There is no doubt we are on the brink of huge change in the legal profession. It is not just the Legal Services Act that makes me think we face massive change. The original seed was planted in my mind by Richard Susskind’s book ‘The Future of the Law’ – a book I found unputdownable when I first read it in 1996. He predicted things like the tremendous future importance of e-mail which was then an emerging technology introduced to us during the IT module of the LLM studies I was doing at QMW. The JANET system had been mentioned, and I was all fired up about e-mail’s likely future role in society. So, when I started work at Eversheds I suggested we include a provision in the standard boilerplate clauses about notice sent by e-email, which the partner in question rejected out of hand, no doubt writing me off as having little grasp of security or confidentiality issues.
Naturally I am always interested to read other books by Richard Susskind, and will be buying
'The End of Lawyers?' when it is published later this year. I have read the series of 6 articles he has written about the book for Times Online
here In these he develops his theme of standardisation and commoditisation, and expresses the view that what lawyers currently do can be undertaken more quickly, more conveniently and less expensively, and in a less forbidding way, by systems than by conventional work. He mentions document assembly, personalised alerting, online dispute resolution, and open-sourcing as examples of “disruptive legal technologies” in that they do not support or complement current legal practices, but challenge and replace them.
Another theme he picks up is that of the Legal Services Act provisions which will allow non-lawyers to invest in law firms. Such investors are not going to be committed to the ways of the past. They are likely to be introducing call centres, outsourcing to India, online legal services, the automatic generation of documents, and more. The delivery of legal services will be a very different business when financed and managed by these non-lawyers. It is improbable that investors would choose to put cash into the traditional business model of most law firms – hourly billing, expensive premises, pyramidic organisational structures, and the rest.
His conclusion is that the market is increasingly unlikely to tolerate expensive lawyers for tasks (guiding, advising, drafting, researching, problem-solving and more) that can equally or better be discharged, directly or indirectly, by smart systems and processes. It follows that the jobs of many traditional lawyers will be substantially eroded and often eliminated. At the same time, he foresees new law jobs emerging which may be highly rewarding, even if very different from those of today. Any views on these thoughts anyone?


**WHAT TO WORK ON**
Bring together every line in the data that includes "screenshot".

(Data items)
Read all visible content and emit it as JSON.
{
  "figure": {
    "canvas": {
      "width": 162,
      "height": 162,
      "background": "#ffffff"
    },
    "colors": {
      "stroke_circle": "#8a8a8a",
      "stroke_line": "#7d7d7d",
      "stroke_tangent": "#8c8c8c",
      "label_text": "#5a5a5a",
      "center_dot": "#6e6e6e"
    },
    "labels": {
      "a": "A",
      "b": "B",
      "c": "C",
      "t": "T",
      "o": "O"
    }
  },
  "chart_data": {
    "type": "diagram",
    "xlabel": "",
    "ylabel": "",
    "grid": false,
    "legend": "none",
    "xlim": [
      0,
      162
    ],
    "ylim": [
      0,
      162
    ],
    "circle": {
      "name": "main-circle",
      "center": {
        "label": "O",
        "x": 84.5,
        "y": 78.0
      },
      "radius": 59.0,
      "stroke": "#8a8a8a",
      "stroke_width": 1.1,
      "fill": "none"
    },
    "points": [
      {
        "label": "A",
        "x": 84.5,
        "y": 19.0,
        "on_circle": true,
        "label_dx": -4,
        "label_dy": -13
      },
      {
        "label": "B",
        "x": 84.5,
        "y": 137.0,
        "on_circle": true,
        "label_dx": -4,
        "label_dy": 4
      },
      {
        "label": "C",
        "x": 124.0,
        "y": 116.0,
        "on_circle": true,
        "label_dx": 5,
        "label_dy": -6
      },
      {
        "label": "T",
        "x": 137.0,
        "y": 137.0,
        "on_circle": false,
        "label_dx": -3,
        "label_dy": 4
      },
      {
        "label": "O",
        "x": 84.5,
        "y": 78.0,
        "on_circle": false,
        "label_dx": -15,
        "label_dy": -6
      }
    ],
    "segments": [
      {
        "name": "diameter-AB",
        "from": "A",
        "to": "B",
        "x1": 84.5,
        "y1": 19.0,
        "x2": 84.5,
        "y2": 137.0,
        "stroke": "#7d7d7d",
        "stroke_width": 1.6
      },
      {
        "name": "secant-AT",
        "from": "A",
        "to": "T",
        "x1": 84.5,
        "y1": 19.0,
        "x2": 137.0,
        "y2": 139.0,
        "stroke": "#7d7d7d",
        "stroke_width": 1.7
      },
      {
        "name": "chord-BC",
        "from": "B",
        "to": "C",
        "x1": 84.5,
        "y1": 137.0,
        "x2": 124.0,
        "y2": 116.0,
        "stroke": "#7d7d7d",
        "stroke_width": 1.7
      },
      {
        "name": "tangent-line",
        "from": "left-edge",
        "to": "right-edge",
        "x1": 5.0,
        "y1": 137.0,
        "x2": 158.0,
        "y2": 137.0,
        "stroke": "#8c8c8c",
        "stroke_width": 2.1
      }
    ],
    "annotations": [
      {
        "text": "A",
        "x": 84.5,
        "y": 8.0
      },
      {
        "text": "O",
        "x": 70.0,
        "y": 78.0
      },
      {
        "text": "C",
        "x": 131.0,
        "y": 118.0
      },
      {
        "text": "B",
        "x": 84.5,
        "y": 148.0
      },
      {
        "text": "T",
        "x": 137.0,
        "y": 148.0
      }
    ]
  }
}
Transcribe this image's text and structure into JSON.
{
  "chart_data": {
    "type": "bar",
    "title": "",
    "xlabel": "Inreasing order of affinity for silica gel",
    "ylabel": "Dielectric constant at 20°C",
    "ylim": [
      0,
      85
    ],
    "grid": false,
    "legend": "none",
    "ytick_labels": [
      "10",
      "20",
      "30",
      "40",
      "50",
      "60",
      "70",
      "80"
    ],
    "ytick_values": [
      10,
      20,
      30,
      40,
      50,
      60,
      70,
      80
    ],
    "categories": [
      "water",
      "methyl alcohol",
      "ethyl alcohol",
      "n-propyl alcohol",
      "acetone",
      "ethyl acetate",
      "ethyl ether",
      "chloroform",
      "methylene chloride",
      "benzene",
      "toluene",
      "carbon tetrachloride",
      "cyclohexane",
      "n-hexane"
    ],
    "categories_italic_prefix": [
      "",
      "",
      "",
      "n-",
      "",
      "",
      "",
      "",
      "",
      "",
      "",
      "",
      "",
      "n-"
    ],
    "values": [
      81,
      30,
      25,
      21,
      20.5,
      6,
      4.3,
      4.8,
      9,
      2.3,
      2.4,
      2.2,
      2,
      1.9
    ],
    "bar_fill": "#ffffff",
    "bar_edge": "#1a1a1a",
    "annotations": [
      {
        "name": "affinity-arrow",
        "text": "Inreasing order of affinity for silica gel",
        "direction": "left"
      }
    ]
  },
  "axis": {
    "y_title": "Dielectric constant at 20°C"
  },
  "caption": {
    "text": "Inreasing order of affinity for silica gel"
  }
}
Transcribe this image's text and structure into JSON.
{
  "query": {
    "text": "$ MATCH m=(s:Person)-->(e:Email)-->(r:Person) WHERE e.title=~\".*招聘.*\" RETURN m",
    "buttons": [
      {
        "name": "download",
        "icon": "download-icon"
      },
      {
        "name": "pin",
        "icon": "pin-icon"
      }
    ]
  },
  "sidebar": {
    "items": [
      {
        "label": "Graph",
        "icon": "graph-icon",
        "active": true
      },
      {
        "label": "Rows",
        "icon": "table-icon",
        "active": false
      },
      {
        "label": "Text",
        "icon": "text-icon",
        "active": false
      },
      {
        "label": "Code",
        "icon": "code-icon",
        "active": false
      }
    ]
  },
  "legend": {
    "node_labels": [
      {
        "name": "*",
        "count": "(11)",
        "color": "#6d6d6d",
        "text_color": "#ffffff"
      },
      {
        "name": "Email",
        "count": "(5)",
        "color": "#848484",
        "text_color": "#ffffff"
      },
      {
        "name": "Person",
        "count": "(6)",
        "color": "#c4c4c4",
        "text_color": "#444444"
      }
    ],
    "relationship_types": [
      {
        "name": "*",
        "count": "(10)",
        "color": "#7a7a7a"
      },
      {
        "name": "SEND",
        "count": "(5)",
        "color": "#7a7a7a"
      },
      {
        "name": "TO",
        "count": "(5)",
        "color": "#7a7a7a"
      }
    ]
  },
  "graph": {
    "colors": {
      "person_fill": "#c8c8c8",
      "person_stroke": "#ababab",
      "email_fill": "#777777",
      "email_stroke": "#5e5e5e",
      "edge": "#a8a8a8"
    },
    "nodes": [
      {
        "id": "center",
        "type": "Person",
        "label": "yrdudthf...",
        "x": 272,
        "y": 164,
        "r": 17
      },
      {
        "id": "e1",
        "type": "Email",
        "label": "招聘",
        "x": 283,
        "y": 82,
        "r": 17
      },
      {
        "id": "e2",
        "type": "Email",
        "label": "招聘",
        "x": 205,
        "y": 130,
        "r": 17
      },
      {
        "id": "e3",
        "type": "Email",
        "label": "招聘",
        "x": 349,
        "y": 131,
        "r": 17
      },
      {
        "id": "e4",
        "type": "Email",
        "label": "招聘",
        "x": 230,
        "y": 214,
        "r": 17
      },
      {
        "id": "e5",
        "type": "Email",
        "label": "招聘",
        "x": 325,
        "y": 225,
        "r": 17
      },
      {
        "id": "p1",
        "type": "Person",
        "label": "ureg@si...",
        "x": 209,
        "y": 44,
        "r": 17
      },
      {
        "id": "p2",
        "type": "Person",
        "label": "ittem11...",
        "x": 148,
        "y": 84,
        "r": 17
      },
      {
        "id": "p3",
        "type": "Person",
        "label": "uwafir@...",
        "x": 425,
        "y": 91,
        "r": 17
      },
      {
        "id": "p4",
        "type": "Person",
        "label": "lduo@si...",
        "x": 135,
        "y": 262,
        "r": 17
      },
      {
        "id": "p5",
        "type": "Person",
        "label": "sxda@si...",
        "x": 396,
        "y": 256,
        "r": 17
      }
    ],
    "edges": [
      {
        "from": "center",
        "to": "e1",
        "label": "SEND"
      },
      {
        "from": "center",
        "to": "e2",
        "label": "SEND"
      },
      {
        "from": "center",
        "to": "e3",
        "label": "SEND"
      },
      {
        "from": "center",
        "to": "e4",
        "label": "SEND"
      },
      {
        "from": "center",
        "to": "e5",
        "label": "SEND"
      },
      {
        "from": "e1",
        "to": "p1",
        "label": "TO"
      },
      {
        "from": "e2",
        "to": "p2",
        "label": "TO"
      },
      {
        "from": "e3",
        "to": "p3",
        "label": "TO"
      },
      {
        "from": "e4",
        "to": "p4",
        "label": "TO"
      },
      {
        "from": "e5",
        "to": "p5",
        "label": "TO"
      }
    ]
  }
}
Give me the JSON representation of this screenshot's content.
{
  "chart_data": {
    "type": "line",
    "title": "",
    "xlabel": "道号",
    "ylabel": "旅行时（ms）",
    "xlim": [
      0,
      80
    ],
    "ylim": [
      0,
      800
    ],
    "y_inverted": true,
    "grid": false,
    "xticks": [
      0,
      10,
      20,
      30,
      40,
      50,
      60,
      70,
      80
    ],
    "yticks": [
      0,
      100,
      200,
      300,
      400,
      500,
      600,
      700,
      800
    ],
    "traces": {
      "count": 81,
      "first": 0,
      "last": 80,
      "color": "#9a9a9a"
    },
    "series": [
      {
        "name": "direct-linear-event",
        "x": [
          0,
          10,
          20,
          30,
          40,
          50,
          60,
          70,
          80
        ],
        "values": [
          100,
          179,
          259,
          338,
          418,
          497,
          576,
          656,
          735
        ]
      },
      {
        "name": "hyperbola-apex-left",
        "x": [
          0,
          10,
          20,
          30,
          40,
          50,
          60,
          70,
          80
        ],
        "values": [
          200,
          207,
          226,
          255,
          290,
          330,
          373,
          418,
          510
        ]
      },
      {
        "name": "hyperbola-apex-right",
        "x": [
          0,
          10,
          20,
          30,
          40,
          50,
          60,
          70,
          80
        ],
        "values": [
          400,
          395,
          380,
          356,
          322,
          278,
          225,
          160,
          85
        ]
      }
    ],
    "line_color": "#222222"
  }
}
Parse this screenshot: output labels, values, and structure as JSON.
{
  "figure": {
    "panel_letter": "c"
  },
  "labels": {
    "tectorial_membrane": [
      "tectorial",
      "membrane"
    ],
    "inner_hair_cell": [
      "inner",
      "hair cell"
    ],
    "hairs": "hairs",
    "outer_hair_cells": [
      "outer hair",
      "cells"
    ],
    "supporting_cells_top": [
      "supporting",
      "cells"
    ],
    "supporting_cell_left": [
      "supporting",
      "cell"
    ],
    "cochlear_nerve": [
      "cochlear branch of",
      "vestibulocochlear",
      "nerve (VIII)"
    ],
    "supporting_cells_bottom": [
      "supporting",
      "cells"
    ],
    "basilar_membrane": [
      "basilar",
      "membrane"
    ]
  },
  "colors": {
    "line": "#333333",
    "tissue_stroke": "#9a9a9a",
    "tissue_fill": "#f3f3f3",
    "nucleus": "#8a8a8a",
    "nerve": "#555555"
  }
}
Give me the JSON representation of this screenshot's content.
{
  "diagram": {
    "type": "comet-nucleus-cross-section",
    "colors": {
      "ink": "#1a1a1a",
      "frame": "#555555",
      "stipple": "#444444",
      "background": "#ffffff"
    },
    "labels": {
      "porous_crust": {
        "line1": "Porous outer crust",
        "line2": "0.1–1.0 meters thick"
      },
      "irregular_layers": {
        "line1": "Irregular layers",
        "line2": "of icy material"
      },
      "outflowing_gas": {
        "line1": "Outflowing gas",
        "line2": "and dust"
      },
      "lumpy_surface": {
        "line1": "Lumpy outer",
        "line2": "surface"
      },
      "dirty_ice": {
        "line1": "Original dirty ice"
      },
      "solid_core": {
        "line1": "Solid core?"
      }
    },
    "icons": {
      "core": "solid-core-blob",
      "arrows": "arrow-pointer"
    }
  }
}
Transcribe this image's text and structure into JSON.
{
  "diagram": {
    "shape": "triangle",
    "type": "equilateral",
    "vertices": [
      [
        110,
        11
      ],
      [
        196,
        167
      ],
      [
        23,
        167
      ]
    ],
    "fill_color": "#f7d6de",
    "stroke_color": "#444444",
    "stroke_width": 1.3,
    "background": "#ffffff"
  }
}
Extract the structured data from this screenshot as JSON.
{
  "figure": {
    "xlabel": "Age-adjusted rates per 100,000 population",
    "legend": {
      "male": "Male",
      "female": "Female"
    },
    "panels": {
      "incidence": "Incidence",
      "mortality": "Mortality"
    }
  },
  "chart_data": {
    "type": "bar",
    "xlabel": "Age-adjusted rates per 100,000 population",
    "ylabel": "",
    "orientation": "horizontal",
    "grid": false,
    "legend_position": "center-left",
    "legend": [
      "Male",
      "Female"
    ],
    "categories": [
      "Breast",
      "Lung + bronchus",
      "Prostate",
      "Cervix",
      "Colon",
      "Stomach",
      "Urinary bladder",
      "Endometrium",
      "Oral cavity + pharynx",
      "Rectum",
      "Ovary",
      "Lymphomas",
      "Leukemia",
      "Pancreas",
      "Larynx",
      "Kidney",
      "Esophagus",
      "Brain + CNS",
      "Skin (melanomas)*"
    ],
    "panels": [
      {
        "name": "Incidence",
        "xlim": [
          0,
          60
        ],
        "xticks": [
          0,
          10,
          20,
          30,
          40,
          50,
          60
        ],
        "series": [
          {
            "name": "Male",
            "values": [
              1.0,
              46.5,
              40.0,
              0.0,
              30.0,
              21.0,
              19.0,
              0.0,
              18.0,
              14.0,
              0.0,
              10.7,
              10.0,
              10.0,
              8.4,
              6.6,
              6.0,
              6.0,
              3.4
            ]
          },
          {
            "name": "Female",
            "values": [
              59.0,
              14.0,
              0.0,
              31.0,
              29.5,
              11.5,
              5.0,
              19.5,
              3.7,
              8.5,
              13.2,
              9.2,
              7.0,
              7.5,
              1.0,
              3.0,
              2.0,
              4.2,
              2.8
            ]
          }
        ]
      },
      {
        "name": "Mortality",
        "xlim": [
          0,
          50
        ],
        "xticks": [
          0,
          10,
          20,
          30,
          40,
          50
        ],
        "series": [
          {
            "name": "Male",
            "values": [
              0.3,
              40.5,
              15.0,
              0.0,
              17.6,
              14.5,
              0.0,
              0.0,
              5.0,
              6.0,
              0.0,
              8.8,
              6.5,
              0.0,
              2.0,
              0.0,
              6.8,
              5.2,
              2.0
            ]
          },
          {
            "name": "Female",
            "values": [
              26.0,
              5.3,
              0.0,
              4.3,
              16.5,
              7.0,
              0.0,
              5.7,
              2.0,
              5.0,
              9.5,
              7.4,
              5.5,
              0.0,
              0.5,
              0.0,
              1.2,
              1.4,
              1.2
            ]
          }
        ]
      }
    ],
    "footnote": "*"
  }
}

**RESPONSE TO THE TASK**
Give me the JSON representation of this screenshot's content.
Parse this screenshot: output labels, values, and structure as JSON.
Give me the JSON representation of this screenshot's content.
Extract the structured data from this screenshot as JSON.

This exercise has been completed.